Bob is riding his R 75/6 to the International Rally in Salem, and notices a change in roadway color from a dark gray asphalt color to something much lighter, almost white. As Bob rides closer, he notices that the color is actually moving laterally across the road and that vegetation on both sides of the road is bending in the direction the color is moving. Now the color becomes slightly translucent and is piling and taking on the shape similar to a sand dune on the roadside. Bob sees an oncoming car, which as it moves creates a dust cloud. Bob guesses this is sand over the road, and from previous rides, he knows the R 75/6 is a handful in the sand. He decides to slow down to let the wind blow more of the sand across the road and hopefully open up a clear patch of asphalt.
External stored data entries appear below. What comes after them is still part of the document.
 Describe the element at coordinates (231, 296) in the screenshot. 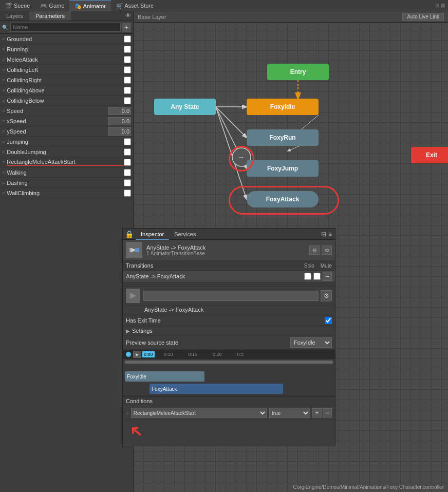

I see `transition-detail-input` at that location.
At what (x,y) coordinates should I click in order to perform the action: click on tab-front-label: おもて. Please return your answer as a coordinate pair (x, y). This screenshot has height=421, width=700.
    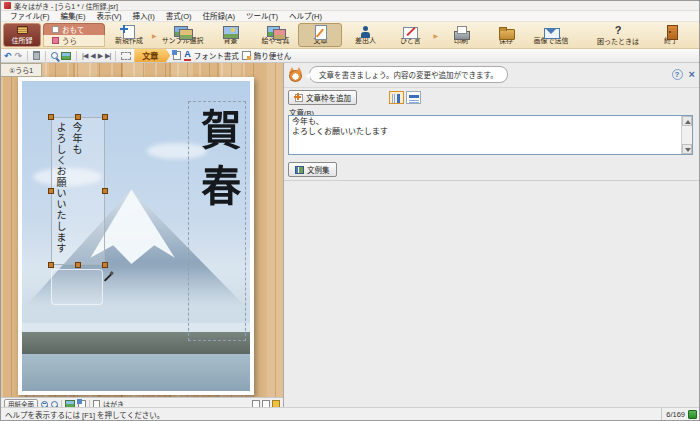
    Looking at the image, I should click on (73, 30).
Mary is on her way to Salem for the Rally as well, enjoying the solitary Sierra Nevada gem called Highway 395. The day has been one of clear blue skies with no clouds in sight. Highway 395 becomes an undulating roller coaster ride on which she and her F 800 ST becoming a team dancing to the flow of the road. They dip into a shallow bend and begin an exit up a hill when Mary sees a NO PASSING sign. She notices that trees are directly in the roadway, but look farther away, and it is only the tops of the trees she can see. She begins rolling off the throttle and places the index and middle fingers of her right hand over the front brake lever and her right foot gently on top of the brake lever. She crests the hill and sees a sharp corner warning over a 25 MPH speed limit sign. Mary cannot see around the corner. Instinctively she engages both brakes simultaneously and the F 800 R responds by slowing and pitching slightly towards its front tire. Mary guides her riding partner to the outside of the lane, slowing until she reaches the point where she can see around the corner, then dives into the apex while keeping her eyes on the exit, rolling on the throttle and releasing both brakes in a practiced manner that has become automatic. Mary and her partner on this road dance perfectly through the apex and accelerate away toward the next corner.

William has embarked on his retirement gift to himself – ride the Four Corners, visit New Orleans and win the GS Giant. In Louisiana, William sees a scenic roadway sign and decides to take it. He knows not where it leads, nor does he care, because his GPS unit automatically recalculates to get him to his destination. After crossing the bridge from Belle Chase to New Orleans, he encounters traffic and construction that bar his planned route. His GPS tells him to make a U-turn when possible. With traffic at a standstill, William scrolls through the GPS map to see what other streets might be viable options. He has no luck, but something moving catches his peripheral vision and William spots an alley to his right. It’s not on the GPS, but he can see it terminates on a parallel road with traffic moving freely in the direction he needs to go. William breaks free of the stopped traffic and makes his way through the alley. He stands on his GS foot pegs to see and navigate the alley’s potholes and trash. Restaurant and hotel workers taking a break from their jobs cheer, clap and shout “Nice bike!” William stops after making it through the alley and sees his hotel to the left.

Just like the mice that eventually found the elephant, so too can we find the way to our destinations by using as many clues as possible.